The wedding was but a month away, and there was so much more work to be done, but yes, yes she most certainly needed a vacation.
He picked a place far away, distant and beautiful, and so well removed that the city’s problems were guaranteed to melt away. And so they did.
For the first time in months, Sarah laughed and ran and let her mind run free as they explored the far reaches of an untouched wilderness. They two were together, and the other was all that each of them knew.
The day grew old and the sun blazed the sky. Magic hour. They stumbled from the woods into a forgotten cemetery.
“Oh ho! Perfect! Let’s get your picture and see what sort of strangeness comes out when we get it developed!”
Sarah was not amused.
“Stop! You’re walking on someone’s grave.”
“I’m sure they won’t mind!” But he knew his efforts would be fruitless. “I just want to look around a bit, ok?”
“Just tread lightly. I think it’s disrespectful to come and gawk at them like this…”
They strolled among the stones— here a child, there a husband and wife joined in death after 20 years apart… she had gone first.
“I wouldn’t want to live 20 years without you,” he said.
Sarah agreed, but something caught her eye. “What’s that?”
He looked: a tall figure in the trees.

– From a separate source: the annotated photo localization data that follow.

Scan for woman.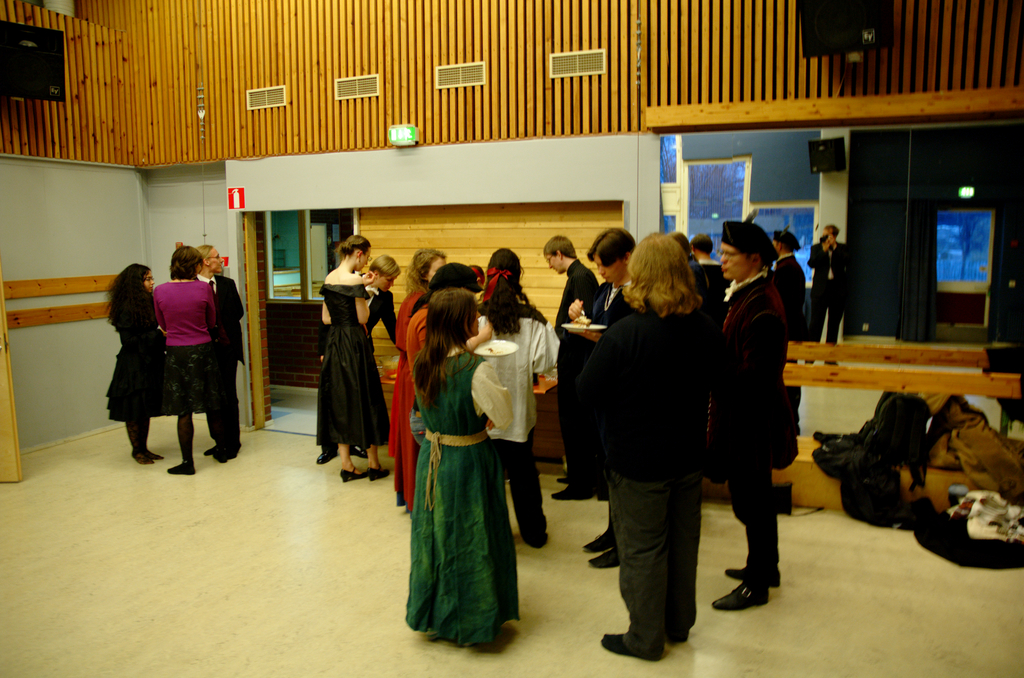
Scan result: bbox=(105, 259, 173, 469).
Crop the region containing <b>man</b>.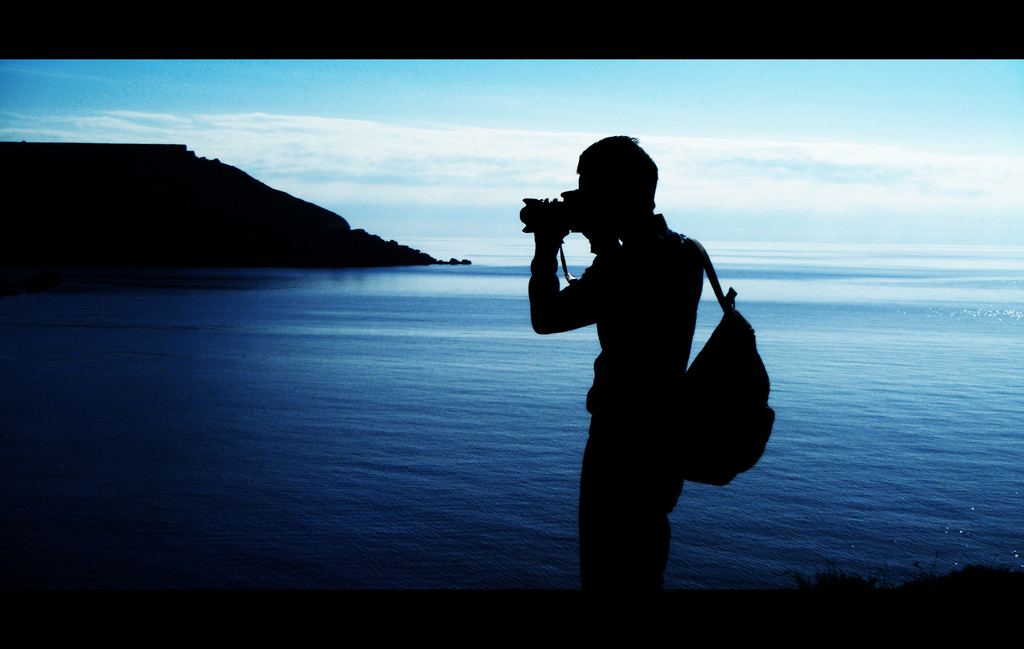
Crop region: [x1=529, y1=135, x2=714, y2=642].
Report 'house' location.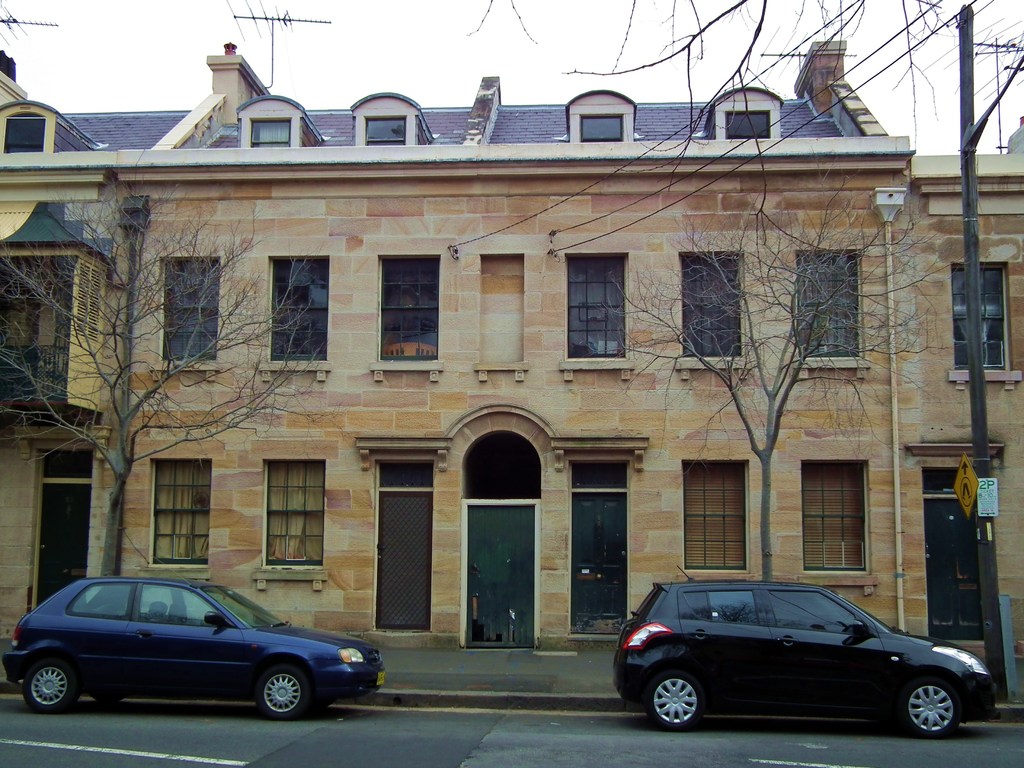
Report: 0:37:1023:663.
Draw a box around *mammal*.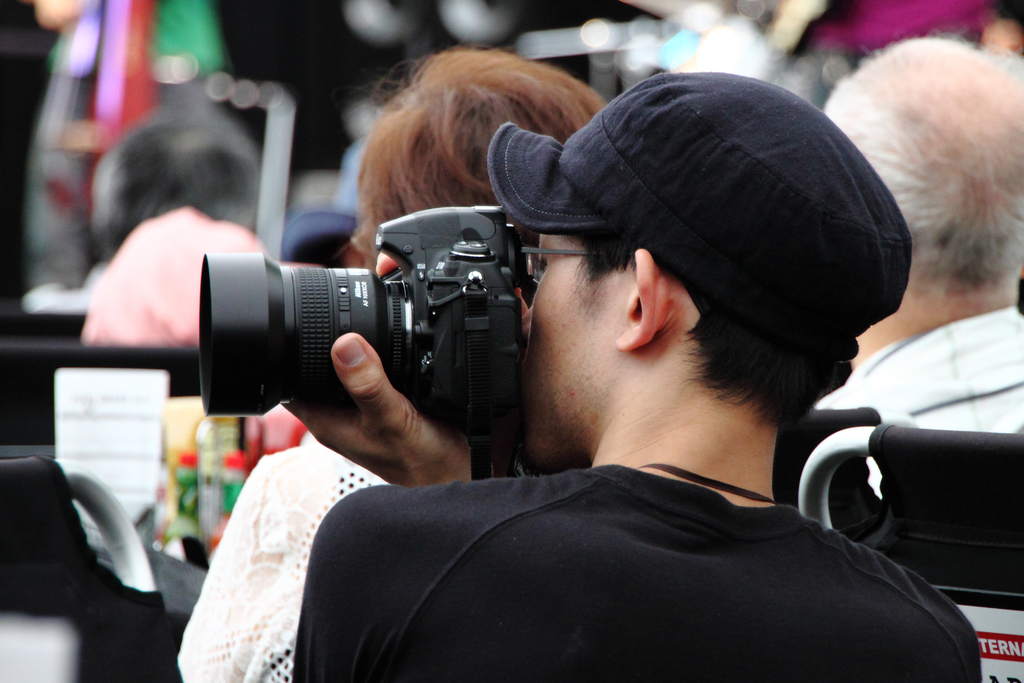
bbox=[371, 94, 970, 655].
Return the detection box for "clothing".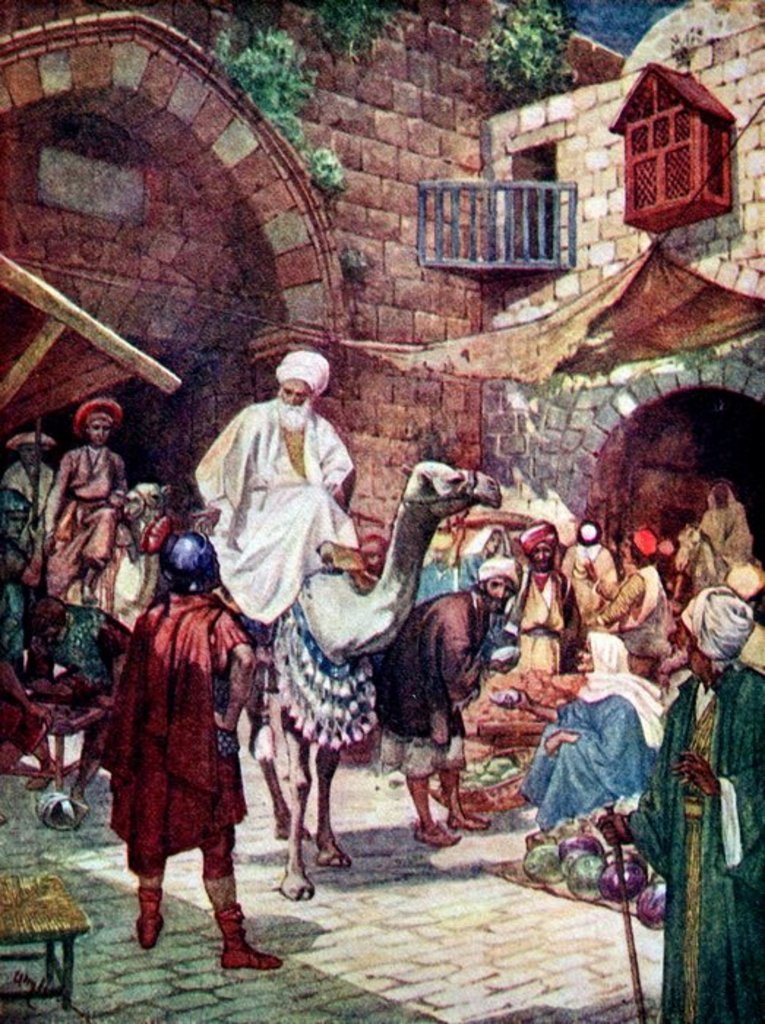
611, 565, 670, 657.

He approached it with caution, and saw: “looks like an old refrigerator! I guess this area had houses around more recently than the last century, huh?”
He turned back to Sarah, and her gaze seemed a thousand miles away.
He reached for his camera. She spoke.
“He’s right. I don’t want to go down this road.”
The crickets began to chirp again, and the wind rattled the trees.
She looked at him: “let’s go, ok?”
He was quiet for a moment, but nodded. They departed the graveyard in reverence.
“Asked God what to think of ghosts, huh?”
She nodded.
“Any word from the Man Himself?
“I already said it, ‘you don’t want to go down that road.’”
He considered.
“You saw something, didn’t you?”
Sarah walked ahead. She would never be sure except for on the darkest of nights when the soul holds no secrets from itself, but it did not matter.
Sarah could never help the girl in the graveyard. That book was open and shut; that story was told.
The living, they’re the ones who need saving.